Bourgeoisophobia

The word and suffix “phobia” derives from the Latin word phobos for fear. In psychiatry, a phobia refers to any irrational fear. [1] Arachnophobia is the irrational fear of spiders. People who fear heights suffer from acrophobia. People who post at political web sites obviously do not suffer from doxophobia or fear of expressing opinions. Recently, a secondary meaning of phobia has fallen into a too common usage. The new definition of phobia includes not only fear, but also aversion and hate. For example, homophobia has come to mean hate of homosexuals, not just fear of the same. Actually there is a double intended meaning here. Certain activists for homosexuals would like people to believe the aversion to homosexuals is borne of a phobia about personal sexuality. There is no use arguing about the new usage of phobia. Changes in usage happen in living languages.

In a recent article in the Weekly Standard, David Brooks argues that we are encountering a new phobia, a phobia characterized more by hatred than by fear. According to Brooks, this “Bourgeoisophobia” explains why European and Arabs have come to hate America and Israel. [2] Brooks recently wrote Bobos in Paradise on how a unique combination of bourgeois and bohemian values and attitudes characterize the new upper class in America. He has thus spent considerable time studying the history and evolution of bourgeois values.

According to Brooks, the attitude of Islamic fundamentalists iseasy to understand. They hate the values of the “meritocratic capitalist society.” They hate highly commercial cultures and what they are based on: individual liberty for the masses, even women. They hate what free cultures produce: everything from popular music to videos. Most of all, Islamic fundamentalists are “inflamed” by “humiliation.” In the 1960’s and 1970’s, some Arab societies attempted to embrace a modern economy, but wouldn’t allow their cultures to adapt. The lingering and unhappy residue of these attempts is a sense of failure and anger. America represents the West with its bourgeois values and Israel is the foothold of the West in the Middle East. Hence, they both evoke a particular animus.
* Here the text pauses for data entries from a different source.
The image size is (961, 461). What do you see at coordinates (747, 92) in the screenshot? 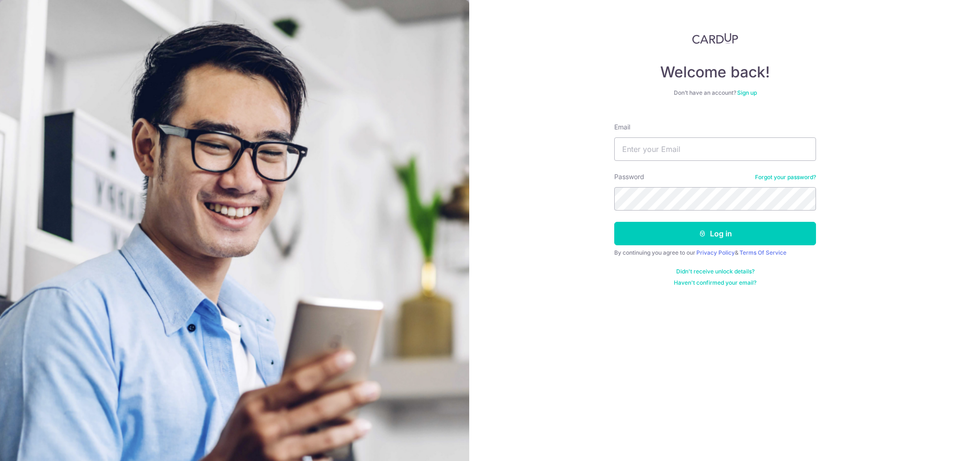
I see `a: Sign up` at bounding box center [747, 92].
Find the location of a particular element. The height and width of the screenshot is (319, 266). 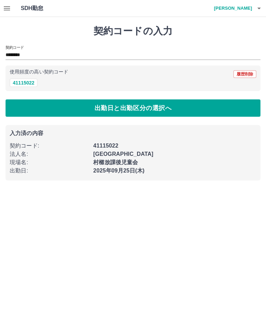

p: 入力済の内容 is located at coordinates (133, 133).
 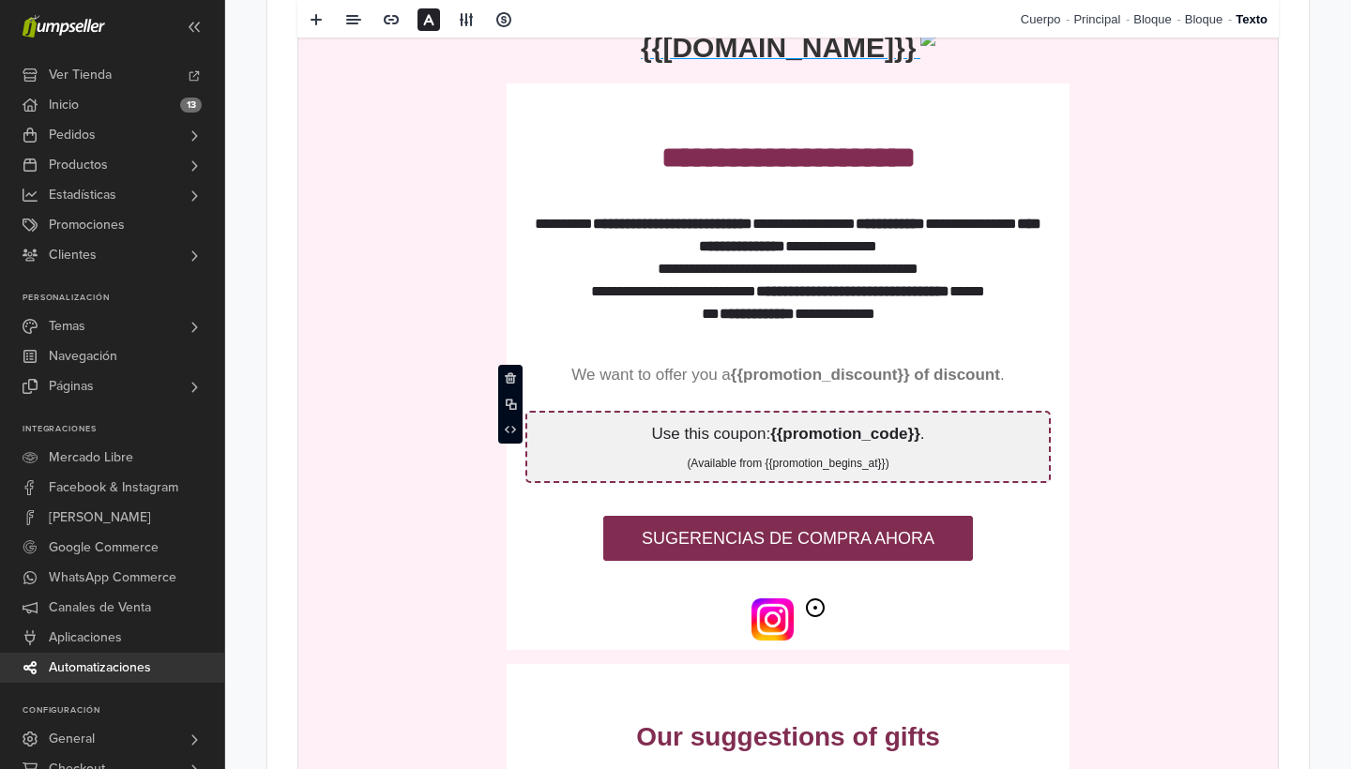 What do you see at coordinates (85, 638) in the screenshot?
I see `span: Aplicaciones` at bounding box center [85, 638].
Europeans both love and hate America. The love American popular culture, while showing a distaste for the idea of American exceptionalism. Europeans embrace bourgeois values at least as much as Americans. How then can Bourgeoisophobia explain European anger with the United States? Part of it is a little jealously of American economic success. Some Europeans view Americans as many of us might view a rich uncle who wears checked suits, sports a $5 haircut, and became wealthy by selling brightly colored Cadillacs. We have to acknowledge the monetary success even while our sense of fairness and justice is assaulted because of our conviction that the uncle is our moral and intellectual inferior. Even worse, unlike the uncle, to Europeans Americans possess a blithe, casual, and infuriating certainty in their own goodness.

As Brooks explains:

“No European would ever acknowledge the category, but America and Israel are heroic bourgeois nations. The Israelis are driven by passionate Zionism to build their homeland and make it rich and powerful. Americans are driven by our Puritan sense of calling, the deeply held belief that Americans have a special mission to spread our way of life around the globe. It is precisely this heroic element of ordinary life that Europeans lack and distrust.”

Once Europeans thought themselves to be the economic, cultural, military leaders of the world. Europe had a colonial empire that extended around the globe. Two world wars and their aftermath splintered off what was left of European colonial holdings while dissipating European self-confidence. American hubris reminds them of what they once were and can be no longer. Retaining a sense of moral superiority by creating the myth of the unsophisticated American cowboy blustering unthinking into the world acts as a mild analgesic to European frustration at self-imposed impotence.

  1. On-line list of Phobias.
  2. Brooks, David, “Among the Bourgeoisophobes,” The Weekly Standard, 20-72, April 15, 2002.

Leave a Reply

You must be logged in to post a comment.